Simplifies the compiler

Things like Bytes.any() can be replaced by the representation for Bytes[INF], since String[n] <: String[INF] for any n.

Back-end

TODO

Backwards compatibility

TODO

Alternatives considered

Optimize calls so that the cost depends on the argument value or type, and not on the parameter type

While beneficial, it could still lead to issues:

  1. The library or contract designer assumes Bytes[1000] is plenty, but end-user needs to pass Bytes[1024].
  2. Many built-ins already use types which are unbounded, this would not allow us to create true forwarders/wrappers for these methods, and makes these built-ins harder to document.
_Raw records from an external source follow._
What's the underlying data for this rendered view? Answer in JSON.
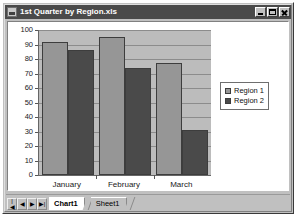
{
  "window": {
    "title": "1st Quarter by Region.xls",
    "app_icon": "spreadsheet-icon",
    "buttons": {
      "minimize": "Minimize",
      "maximize": "Maximize",
      "close": "Close"
    }
  },
  "chart_data": {
    "type": "bar",
    "title": "",
    "xlabel": "",
    "ylabel": "",
    "categories": [
      "January",
      "February",
      "March"
    ],
    "series": [
      {
        "name": "Region 1",
        "color": "#969696",
        "values": [
          92,
          95,
          77
        ]
      },
      {
        "name": "Region 2",
        "color": "#4a4a4a",
        "values": [
          86,
          74,
          31
        ]
      }
    ],
    "ylim": [
      0,
      100
    ],
    "ytick_step": 10,
    "yticks": [
      100,
      90,
      80,
      70,
      60,
      50,
      40,
      30,
      20,
      10,
      0
    ],
    "grid": true,
    "legend_position": "right",
    "plot_background": "#bcbcbc"
  },
  "sheet_bar": {
    "nav": [
      {
        "name": "first",
        "glyph": "|◀"
      },
      {
        "name": "previous",
        "glyph": "◀"
      },
      {
        "name": "next",
        "glyph": "▶"
      },
      {
        "name": "last",
        "glyph": "▶|"
      }
    ],
    "tabs": [
      {
        "label": "Chart1",
        "active": true
      },
      {
        "label": "Sheet1",
        "active": false
      }
    ]
  }
}
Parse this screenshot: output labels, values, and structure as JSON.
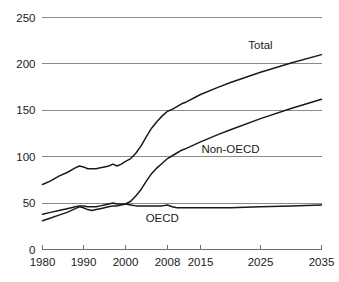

Different syntax for the same idea

  • String:
    Forward compat: If we ever want fixed-size lists of strings this will lead to ambiguity: String[5] vs (String)[5].
    Does not generalize to dynamic arrays, since we can't remove their subscript.
  • String[] (Solidity's solution):
    Issues with dynamic arrays: DynArray[uint256, ] or DynArray[uint256].
  • String[...]:
    A bit verbose, but does work well with dynamic arrays: DynArray[uint256, ...]

The syntaxes above are also less clear about sub-typing.
Since String[4] <: String[5], it follows that String[4] <: String[INF] and not String[INF] <: String[4].
That is less clear with the other syntaxes:

  1. String[4] <: String and not String <: String[4]
  2. String[4] <: String[] and not String[] <: String[4]
  3. String[4] <: String[...] and not String[...] <: String[4]

INF could also be INFTY, INFINITY, etc, or an one of their lower-case versions.
All uppercase was chosen because this value is like a constant.
And INF in particular was chosen because it is short to type while remaining intelligible.